To his credit, however, Egg appears to be a Targaryen who’s growing up to follow in the footsteps of his uncle Baelor rather than his brother Aerion. He’s up at dawn to put himself and Dunk’s horse through their paces in the world’s most adorable training montage, hoping their combined efforts can somehow help drag their master over the victory line at the joust. He’s curious, works hard, and wants to see how the people live outside of the world he was raised in. He loves watching the tournament and seems to think he could be happy living a simple life in the Reach. Show me any other Targ (okay, maybe Rhaegar) who would ever even consider saying or doing the same. And, most importantly, Egg shows up when it matters. He runs to get help when Tanselle is attacked; he blows his cover to protect Dunk from retaliation. Genuinely, he’s a good kid.
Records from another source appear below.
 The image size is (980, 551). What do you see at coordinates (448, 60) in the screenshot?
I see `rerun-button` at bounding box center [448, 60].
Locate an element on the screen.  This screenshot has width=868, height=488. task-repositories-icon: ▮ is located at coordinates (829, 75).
That family really doesn’t deserve him.
If you need further proof of that fact, just look to Aerion, Aegon’s older brother, who is comprised of pretty much every awful Targaryen trait you can think of, all mixed into a single arrogant and odious package. He’s cruel and vindictive, for no reason other than he’s allowed to be. He purposefully stabs Ser Humfrey Hardyng’s horse through the throat during a joust because he knows he can get away with it. He is a man who lives without fear of consequences for his behavior, whether it’s essentially crippling a fellow knight or torturing a young woman for daring to allow a papier-mache dragon to be killed as part of her puppet show. Everyone knows what kind of man he is, and precisely how he behaves.
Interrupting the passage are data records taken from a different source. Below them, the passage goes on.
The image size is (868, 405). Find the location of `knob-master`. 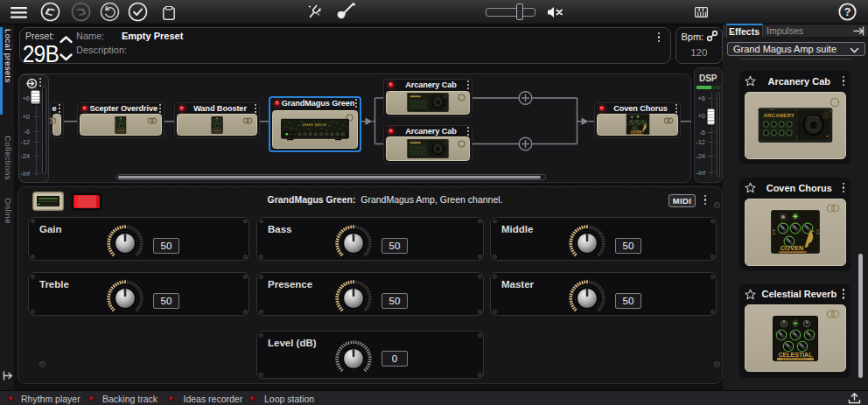

knob-master is located at coordinates (587, 298).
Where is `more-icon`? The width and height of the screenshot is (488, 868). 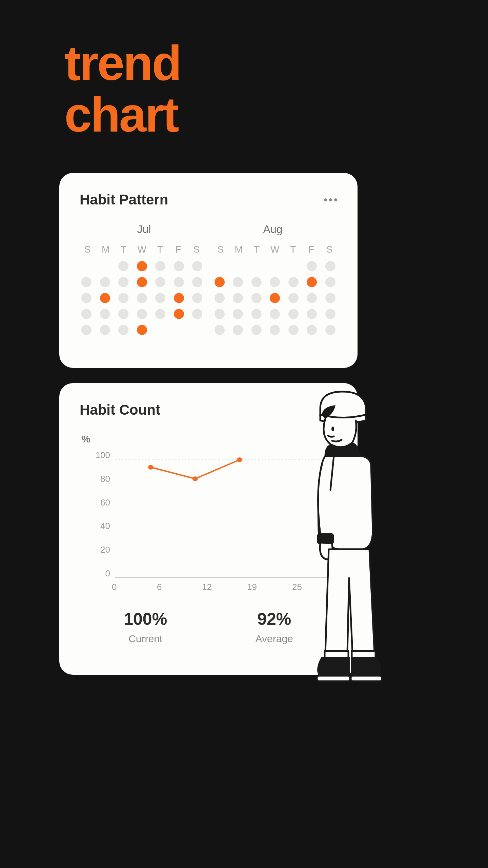
more-icon is located at coordinates (331, 200).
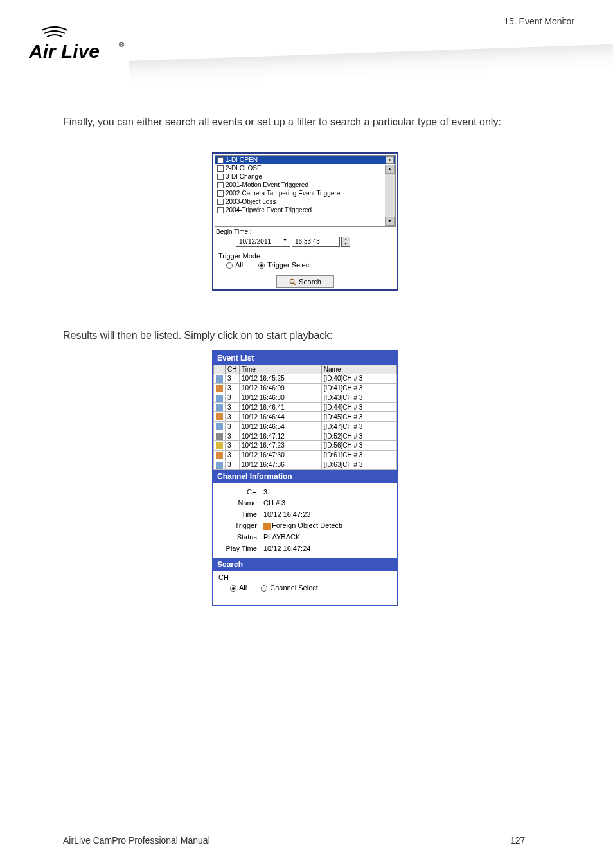 The height and width of the screenshot is (868, 613). I want to click on cell-name: [ID:52]CH # 3, so click(359, 436).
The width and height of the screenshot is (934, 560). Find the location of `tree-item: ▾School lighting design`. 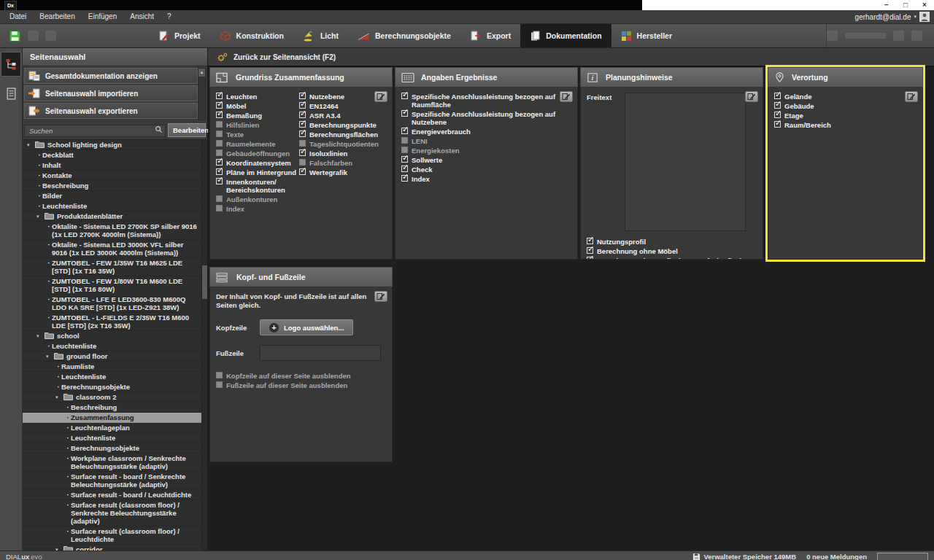

tree-item: ▾School lighting design is located at coordinates (115, 145).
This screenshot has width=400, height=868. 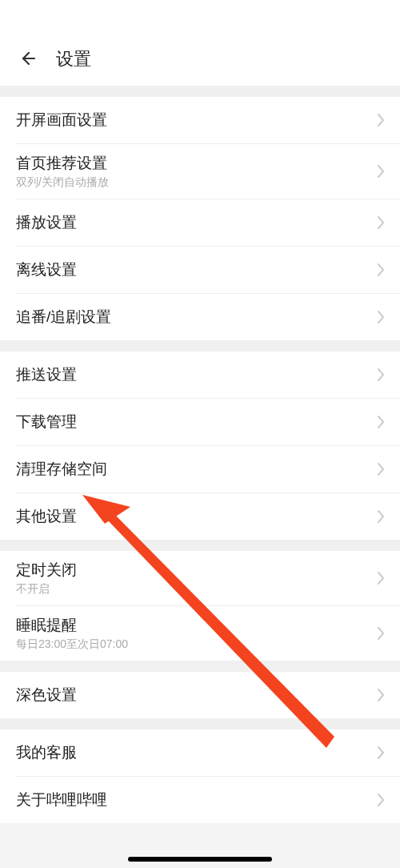 I want to click on row-label: 下载管理, so click(x=46, y=423).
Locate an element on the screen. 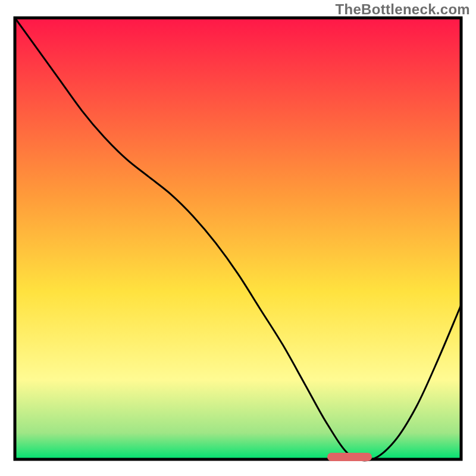  watermark-label: TheBottleneck.com is located at coordinates (403, 10).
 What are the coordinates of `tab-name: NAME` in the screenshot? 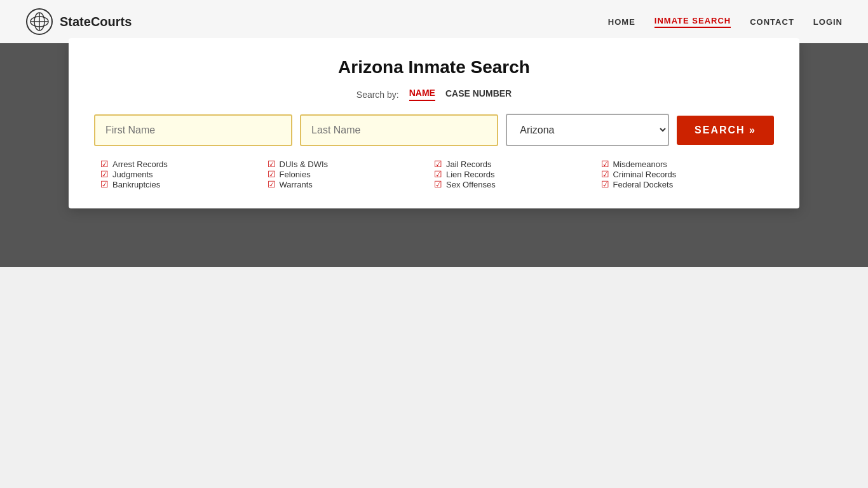 It's located at (422, 94).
It’s interesting, then, that “The Squire” is also the first episode in which we’ve really seen sustained pushback against the Targaryens, both individually and as a larger concept within the world of Westeros. A riot breaks out after Ser Humfrey falls, complete with commoners throwing things at a swiftly retreating Aerion. (Take a second to try to imagine anything like that ever – ever!! — happening to House of the Dragon’s Daemon. How the mighty have fallen, indeed.) Dunk, bless him, doesn’t want to believe that he killed Hardyngs’s horse on purpose, because that’s dishonorable behavior for a knight. But everyone else seems to take it pretty much as read. Apparently, that’s what we expect from a Targaryen these days: Cruelty and dishonor.
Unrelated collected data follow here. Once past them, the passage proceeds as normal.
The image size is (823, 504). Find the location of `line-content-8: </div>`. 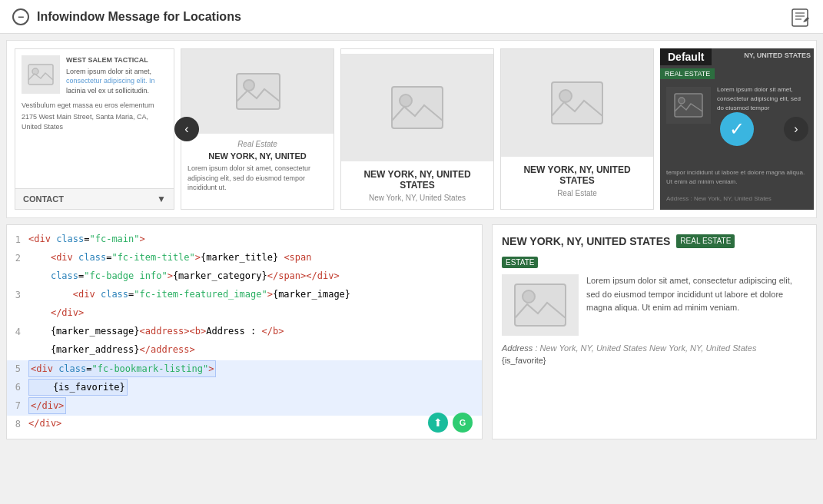

line-content-8: </div> is located at coordinates (255, 423).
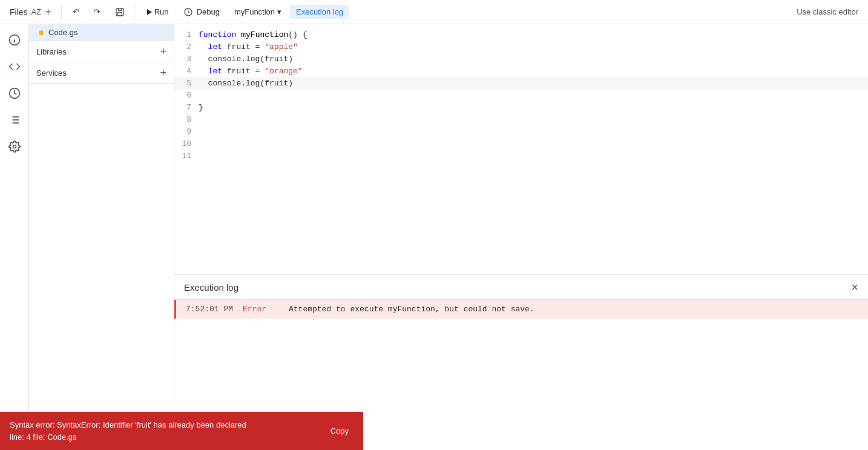  I want to click on function-name: myFunction, so click(254, 12).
The song Egg sings at the beginning of the episode offers a pretty rough rundown of the events of the first Blackfyre Rebellion, complete with the kind of bawdy humor and mockery it’s almost guaranteed King Daeron doesn’t like. But such things are just one of many cracks in the family’s crumbling foundation. Their dragons are long dead. The threat of yet another inter-family civil war is high. And nobody seems nearly as in awe of them as they used to be.
Or, as Raymun Fossoway so colorfully puts it: “They’re incestuous aliens, Duncan. Blood magickers and tyrants who’ve burned our lands, enslaved our people, and dragged us into their wars without a mote of respect for our history or our customs. Every pale-haired brat they’ve saddled on us has been madder than the last, god knows how. The only thing a Targaryen can do for this realm is finish on his wife’s tits.”
Doesn’t sound much like a dynasty for the ages when you look at it that way, does it? Maybe Egg’s right to try to run away.